"Bad Intelligence Led to the Iraq War."
No, bad leadership did. Intelligence may have figured prominently in Bush's selling of the invasion of Iraq, but it played almost no role in the decision itself. If the intelligence community's assessments pointed to any course of action, it was avoiding a war, not launching one.
When U.S. Secretary of State Colin Powell went before the United Nations in February 2003 to make the case for an invasion of Iraq, he argued, "Saddam Hussein and his regime are concealing their efforts to produce more weapons of mass destruction," an observation he said was "based on solid intelligence." But in a candid interview four months later, Deputy Defense Secretary Paul Wolfowitz acknowledged that weapons of mass destruction were simply "the one issue that everyone could agree on." The intelligence community was raising no alarms about the subject when the Bush administration came into office; indeed, the 2001 edition of the community's comprehensive statement on worldwide threats did not even mention the possibility of Iraqi nuclear weapons or any stockpiles of chemical or biological weapons. The administration did not request the (ultimately flawed) October 2002 intelligence estimate on Iraqi unconventional weapons programs that was central to the official case for invasion -- Democrats in Congress did, and only six senators and a handful of representatives bothered to look at it before voting on the war, according to staff members who kept custody of the copies. Neither Bush nor Condoleezza Rice, then his national security advisor, read the entire estimate at the time, and in any case the public relations rollout of the war was already under way before the document was written.
Had Bush read the intelligence community's report, he would have seen his administration's case for invasion stood on its head. The intelligence officials concluded that Saddam was unlikely to use any weapons of mass destruction against the United States or give them to terrorists -- unless the United States invaded Iraq and tried to overthrow his regime. The intelligence community did not believe, as the president claimed, that the Iraqi regime was an ally of al Qaeda, and it correctly foresaw any attempt to establish democracy in a post-Saddam Iraq as a hard, messy slog.
In a separate prewar assessment, the intelligence community judged that trying to build a new political system in Iraq would be "long, difficult and probably turbulent," adding that any post-Saddam authority would face a "deeply divided society with a significant chance that domestic groups would engage in violent conflict with each other unless an occupying force prevented them from doing so." Mentions of Iraqis welcoming U.S. soldiers with flowers, or the war paying for itself, were notably absent. Needless to say, none of that made any difference to the White House.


● WHAT THE TASK ASKS
In the listing below, count each line containing "ticks" and answer with the count only.

● RECORDS SHOWN
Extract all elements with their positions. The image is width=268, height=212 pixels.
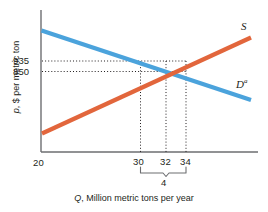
y-tick-label-850: 850 — [13, 67, 29, 77]
y-tick-label-935: 935 — [13, 56, 29, 66]
y-axis-title: p, $ per metric ton — [11, 17, 21, 137]
x-tick-label-34: 34 — [180, 157, 191, 167]
x-tick-label-32: 32 — [160, 157, 171, 167]
supply-curve-label: S — [241, 20, 247, 32]
demand-curve-label-superscript: a — [244, 77, 248, 85]
quantity-gap-label: 4 — [161, 178, 166, 188]
x-tick-label-20: 20 — [33, 158, 44, 168]
demand-curve-label: Da — [236, 77, 247, 90]
chart-plot-area — [0, 0, 268, 212]
y-axis-title-symbol: p — [11, 108, 21, 113]
x-axis-title-text: , Million metric tons per year — [81, 193, 194, 203]
supply-demand-chart: p, $ per metric ton 935 850 20 30 32 34 … — [0, 0, 268, 212]
x-axis-title: Q, Million metric tons per year — [0, 193, 268, 203]
quantity-gap-brace — [141, 167, 187, 177]
x-tick-label-30: 30 — [133, 157, 144, 167]
demand-curve — [42, 31, 252, 101]
supply-curve — [42, 38, 251, 134]
demand-curve-label-base: D — [236, 78, 244, 90]
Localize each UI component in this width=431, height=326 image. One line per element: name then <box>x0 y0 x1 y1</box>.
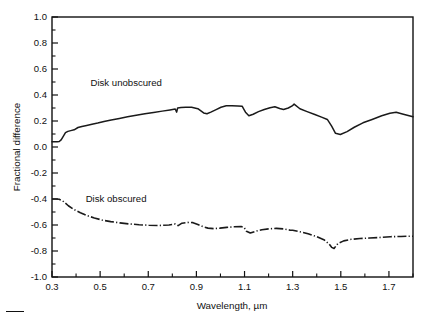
y-tick-label: 1.0 <box>34 11 47 22</box>
chart-canvas: 0.30.50.70.91.11.31.51.7 -1.0-0.8-0.6-0.… <box>0 0 431 326</box>
series-line-disk-unobscured <box>52 104 413 142</box>
y-tick-label: 0.0 <box>34 141 47 152</box>
figure-container: 0.30.50.70.91.11.31.51.7 -1.0-0.8-0.6-0.… <box>0 0 431 326</box>
y-tick-label: 0.2 <box>34 115 47 126</box>
x-tick-label: 1.5 <box>334 281 347 292</box>
x-axis-title: Wavelength, µm <box>197 300 268 311</box>
series-label-disk-unobscured: Disk unobscured <box>91 77 162 88</box>
y-axis-tick-labels: -1.0-0.8-0.6-0.4-0.20.00.20.40.60.81.0 <box>31 11 47 282</box>
y-tick-label: 0.4 <box>34 89 47 100</box>
y-axis-ticks <box>52 17 58 277</box>
x-tick-label: 1.7 <box>382 281 395 292</box>
y-axis-title: Fractional difference <box>11 102 22 191</box>
x-tick-label: 0.9 <box>190 281 203 292</box>
y-tick-label: -0.2 <box>31 167 47 178</box>
x-tick-label: 1.1 <box>238 281 251 292</box>
x-axis-ticks <box>52 271 413 277</box>
footer-rule <box>6 311 24 312</box>
y-tick-label: -0.6 <box>31 219 47 230</box>
x-tick-label: 0.3 <box>45 281 58 292</box>
y-tick-label: -1.0 <box>31 271 47 282</box>
y-tick-label: 0.6 <box>34 63 47 74</box>
y-tick-label: -0.8 <box>31 245 47 256</box>
y-tick-label: -0.4 <box>31 193 47 204</box>
series-label-disk-obscured: Disk obscured <box>86 193 147 204</box>
y-tick-label: 0.8 <box>34 37 47 48</box>
x-tick-label: 0.5 <box>94 281 107 292</box>
x-tick-label: 0.7 <box>142 281 155 292</box>
series-line-disk-obscured <box>52 199 413 248</box>
x-axis-tick-labels: 0.30.50.70.91.11.31.51.7 <box>45 281 395 292</box>
x-tick-label: 1.3 <box>286 281 299 292</box>
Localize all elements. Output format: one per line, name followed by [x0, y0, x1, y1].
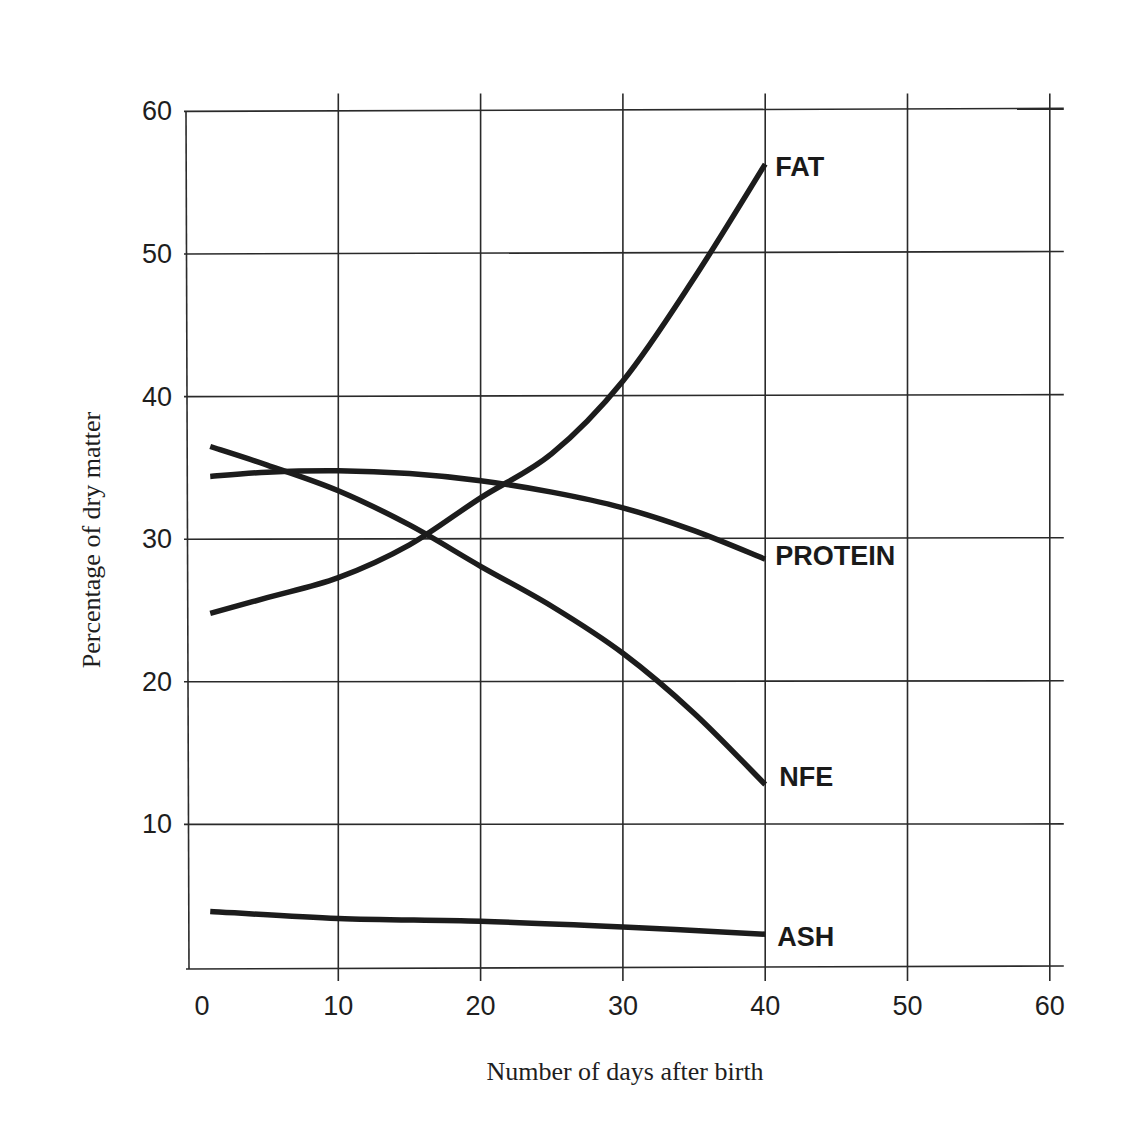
y-tick-label: 40 — [142, 382, 172, 412]
x-tick-label: 30 — [608, 991, 638, 1021]
series-label-fat: FAT — [775, 152, 824, 182]
x-tick-label: 0 — [194, 991, 209, 1021]
h-gridline — [184, 538, 1064, 540]
y-axis-title: Percentage of dry matter — [77, 412, 106, 669]
series-label-ash: ASH — [777, 922, 834, 952]
y-tick-label: 60 — [142, 96, 172, 126]
y-axis-tick-labels: 102030405060 — [142, 96, 172, 839]
series-line-protein — [210, 471, 765, 559]
x-tick-label: 10 — [323, 991, 353, 1021]
y-tick-label: 10 — [142, 809, 172, 839]
y-tick-label: 20 — [142, 667, 172, 697]
series-line-nfe — [210, 447, 765, 785]
h-gridline — [184, 681, 1064, 682]
chart-series — [210, 164, 765, 934]
y-tick-label: 30 — [142, 524, 172, 554]
series-label-nfe: NFE — [779, 762, 833, 792]
v-gridline — [186, 111, 189, 969]
series-line-ash — [210, 911, 765, 934]
series-line-fat — [210, 164, 765, 613]
x-axis-line — [186, 966, 1064, 969]
h-gridline — [184, 252, 1064, 255]
x-tick-label: 50 — [892, 991, 922, 1021]
y-tick-label: 50 — [142, 239, 172, 269]
h-gridline — [184, 395, 1064, 397]
series-label-protein: PROTEIN — [775, 541, 895, 571]
x-tick-label: 60 — [1035, 991, 1065, 1021]
composition-line-chart: 102030405060 0102030405060 FATPROTEINNFE… — [0, 0, 1134, 1143]
h-gridline — [184, 824, 1064, 825]
x-axis-tick-labels: 0102030405060 — [194, 991, 1064, 1021]
x-axis-title: Number of days after birth — [486, 1057, 763, 1086]
x-tick-label: 20 — [466, 991, 496, 1021]
x-tick-label: 40 — [750, 991, 780, 1021]
h-gridline — [184, 108, 1064, 111]
series-labels: FATPROTEINNFEASH — [775, 152, 895, 952]
chart-grid — [184, 93, 1064, 981]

● RESPONSE AREA
2